Ionic meter

[8] The opening chorus of Euripides' Bacchae begins as follows, in a mixture of anapaests (u u –) and ionic feet (u u – –): An example of pure ionics in Latin poetry is found as a "metrical experiment" in the Odes of Horace, Book 3, poem 12, which draws on Archilochus and Sappho for its content and utilizes a metrical line that appears in a fragment of Alcaeus.

Catullus used galliambic meter for his Carmen 63 on the mythological figure Attis, a portion of which is spoken in the person of Cybele.

Some modern metricians generally consider the term ionicus a maiore to be of little analytic use, a vestige of Hephaestion's "misunderstanding of metre"[12] and desire to balance metrical units with their mirror images.

[13] The Ionic and Aeolic meters are closely related, as evidenced by the polyschematist unit x x — x — u u — (with x representing an anceps position that may be heavy or light).

[14] The sotadeion or sotadean, named after the Hellenistic poet Sotades, has been classified as ionic a maiore by Hephaestion and by M. L. West:[15] It "enjoyed a considerable vogue for several centuries, being associated with low-class entertainment, especially of a salacious sort, though also used for moralizing and other serious verse.

[18] An example of English ionics occurs in lines 4 and 5 of the following lyric stanza by Thomas Hardy: Compare W. B. Yeats, "And the white breast of the dim sea" ("Who will go drive with Fergus now?"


Problem
Return the data below unchanged, without images.

Figure record listings:
##########
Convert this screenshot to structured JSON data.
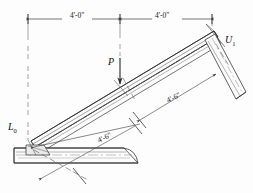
{
  "diagram": {
    "background_color": "#fdfdfd",
    "line_color": "#3a3a3a",
    "text_color": "#1a1a1a",
    "dimensions": {
      "top_left_span": "4'-0\"",
      "top_right_span": "4'-0\"",
      "slope_lower": "4'-6\"",
      "slope_upper": "4'-6\""
    },
    "labels": {
      "load": "P",
      "joint_lower": "L",
      "joint_lower_sub": "0",
      "joint_upper": "U",
      "joint_upper_sub": "1"
    }
  }
}
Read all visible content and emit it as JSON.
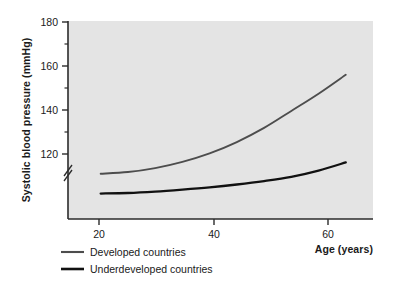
{
  "chart_data": {
    "type": "line",
    "title": "",
    "xlabel": "Age (years)",
    "ylabel": "Systolic blood pressure (mmHg)",
    "xlim": [
      14,
      70
    ],
    "ylim": [
      112,
      182
    ],
    "y_axis_break": true,
    "grid": false,
    "legend_position": "bottom-left",
    "x_ticks": [
      20,
      40,
      60
    ],
    "x_tick_labels": [
      "20",
      "40",
      "60"
    ],
    "y_ticks": [
      120,
      140,
      160,
      180
    ],
    "y_tick_labels": [
      "120",
      "140",
      "160",
      "180"
    ],
    "y_minor_ticks": [
      130,
      150,
      170
    ],
    "x": [
      20,
      25,
      30,
      35,
      40,
      45,
      50,
      55,
      60,
      65
    ],
    "series": [
      {
        "name": "Developed countries",
        "color": "#4d4d4d",
        "values": [
          128,
          128.6,
          130,
          132.2,
          135.2,
          139.2,
          144.2,
          150.2,
          156.3,
          163
        ]
      },
      {
        "name": "Underdeveloped countries",
        "color": "#111111",
        "values": [
          121,
          121.2,
          121.7,
          122.4,
          123.2,
          124.2,
          125.4,
          126.9,
          129.1,
          132
        ]
      }
    ]
  },
  "plot": {
    "background_color": "#e4e4e4",
    "axis_color": "#2b2b2b"
  },
  "legend": {
    "items": [
      {
        "label": "Developed countries",
        "color": "#4d4d4d"
      },
      {
        "label": "Underdeveloped countries",
        "color": "#111111"
      }
    ]
  }
}
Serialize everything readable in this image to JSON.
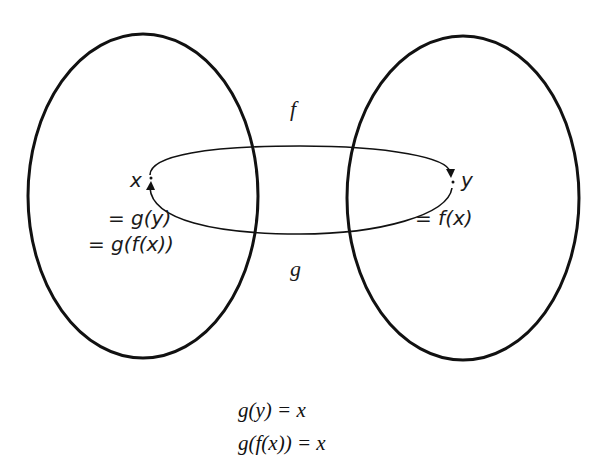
{
  "diagram": {
    "type": "function-inverse-mapping",
    "sets": [
      {
        "name": "domain-set",
        "shape": "ellipse"
      },
      {
        "name": "codomain-set",
        "shape": "ellipse"
      }
    ],
    "arrows": [
      {
        "label": "f",
        "from": "x",
        "to": "y",
        "direction": "left-to-right (top arc)"
      },
      {
        "label": "g",
        "from": "y",
        "to": "x",
        "direction": "right-to-left (bottom arc)"
      }
    ],
    "labels": {
      "f": "f",
      "g": "g",
      "x": "x",
      "y": "y",
      "x_eq1": "= g(y)",
      "x_eq2": "= g(f(x))",
      "y_eq1": "= f(x)"
    },
    "colors": {
      "stroke": "#111111",
      "background": "#ffffff"
    }
  },
  "equations": [
    "g(y) = x",
    "g(f(x)) = x"
  ]
}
##########
Answer space
Convert this screenshot to structured JSON data.
{
  "diagram": {
    "background_color": "#fdfdfd",
    "line_color": "#3a3a3a",
    "text_color": "#1a1a1a",
    "dimensions": {
      "top_left_span": "4'-0\"",
      "top_right_span": "4'-0\"",
      "slope_lower": "4'-6\"",
      "slope_upper": "4'-6\""
    },
    "labels": {
      "load": "P",
      "joint_lower": "L",
      "joint_lower_sub": "0",
      "joint_upper": "U",
      "joint_upper_sub": "1"
    }
  }
}
Read all visible content and emit it as JSON.
{
  "chart_data": {
    "type": "line",
    "title": "",
    "xlabel": "Age (years)",
    "ylabel": "Systolic blood pressure (mmHg)",
    "xlim": [
      14,
      70
    ],
    "ylim": [
      112,
      182
    ],
    "y_axis_break": true,
    "grid": false,
    "legend_position": "bottom-left",
    "x_ticks": [
      20,
      40,
      60
    ],
    "x_tick_labels": [
      "20",
      "40",
      "60"
    ],
    "y_ticks": [
      120,
      140,
      160,
      180
    ],
    "y_tick_labels": [
      "120",
      "140",
      "160",
      "180"
    ],
    "y_minor_ticks": [
      130,
      150,
      170
    ],
    "x": [
      20,
      25,
      30,
      35,
      40,
      45,
      50,
      55,
      60,
      65
    ],
    "series": [
      {
        "name": "Developed countries",
        "color": "#4d4d4d",
        "values": [
          128,
          128.6,
          130,
          132.2,
          135.2,
          139.2,
          144.2,
          150.2,
          156.3,
          163
        ]
      },
      {
        "name": "Underdeveloped countries",
        "color": "#111111",
        "values": [
          121,
          121.2,
          121.7,
          122.4,
          123.2,
          124.2,
          125.4,
          126.9,
          129.1,
          132
        ]
      }
    ]
  },
  "plot": {
    "background_color": "#e4e4e4",
    "axis_color": "#2b2b2b"
  },
  "legend": {
    "items": [
      {
        "label": "Developed countries",
        "color": "#4d4d4d"
      },
      {
        "label": "Underdeveloped countries",
        "color": "#111111"
      }
    ]
  }
}
Serialize everything readable in this image to JSON.
{
  "diagram": {
    "type": "function-inverse-mapping",
    "sets": [
      {
        "name": "domain-set",
        "shape": "ellipse"
      },
      {
        "name": "codomain-set",
        "shape": "ellipse"
      }
    ],
    "arrows": [
      {
        "label": "f",
        "from": "x",
        "to": "y",
        "direction": "left-to-right (top arc)"
      },
      {
        "label": "g",
        "from": "y",
        "to": "x",
        "direction": "right-to-left (bottom arc)"
      }
    ],
    "labels": {
      "f": "f",
      "g": "g",
      "x": "x",
      "y": "y",
      "x_eq1": "= g(y)",
      "x_eq2": "= g(f(x))",
      "y_eq1": "= f(x)"
    },
    "colors": {
      "stroke": "#111111",
      "background": "#ffffff"
    }
  },
  "equations": [
    "g(y) = x",
    "g(f(x)) = x"
  ]
}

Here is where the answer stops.